::: RECORDS FOR THIS TASK :::
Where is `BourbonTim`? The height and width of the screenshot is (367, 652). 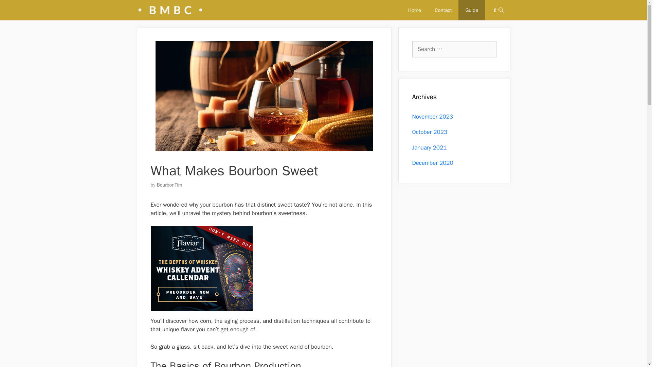
BourbonTim is located at coordinates (170, 184).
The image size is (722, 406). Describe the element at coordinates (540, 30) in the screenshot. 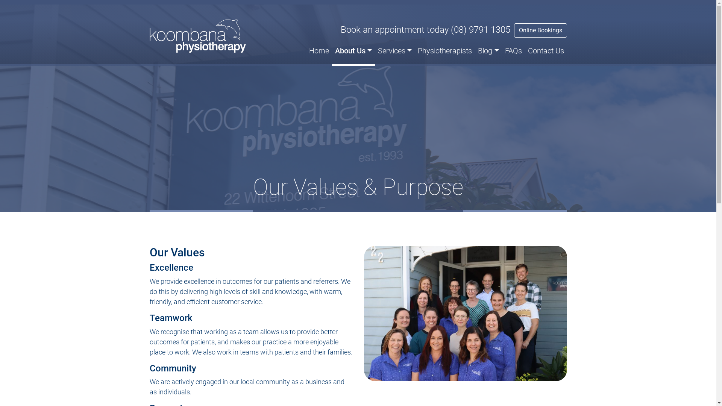

I see `Online Bookings` at that location.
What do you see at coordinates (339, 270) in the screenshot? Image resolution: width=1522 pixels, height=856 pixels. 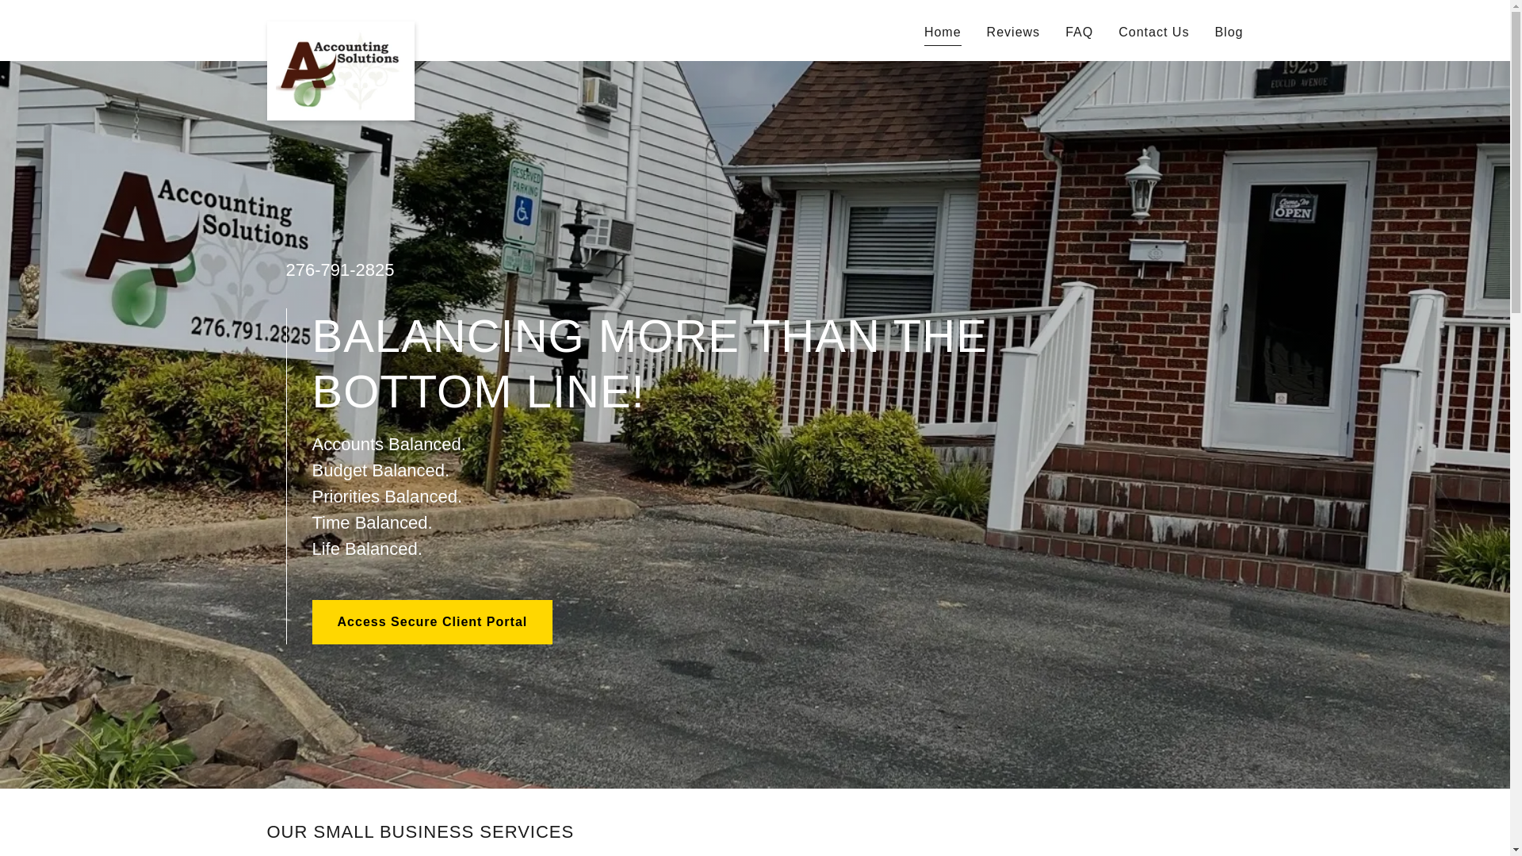 I see `276-791-2825` at bounding box center [339, 270].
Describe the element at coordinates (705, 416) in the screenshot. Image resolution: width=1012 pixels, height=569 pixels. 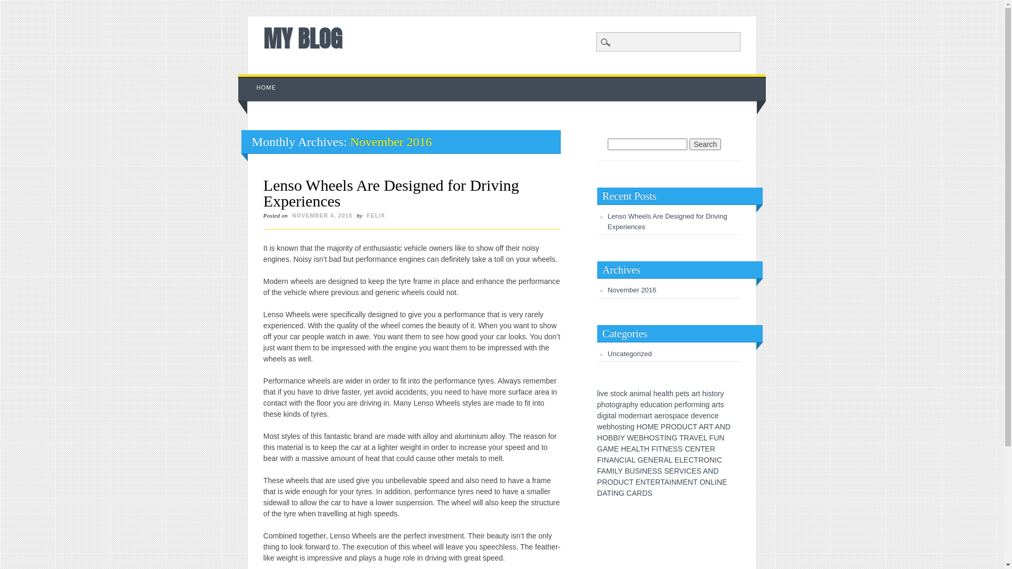
I see `e` at that location.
:::
WHAT TO DO - Reproduce, with no pictures, the lines from the one containing "Describe the element at coordinates (705, 416)" to the end of the records above, exactly and inclusively.

ANSWER -
Describe the element at coordinates (705, 416) in the screenshot. Image resolution: width=1012 pixels, height=569 pixels. 
I see `e` at that location.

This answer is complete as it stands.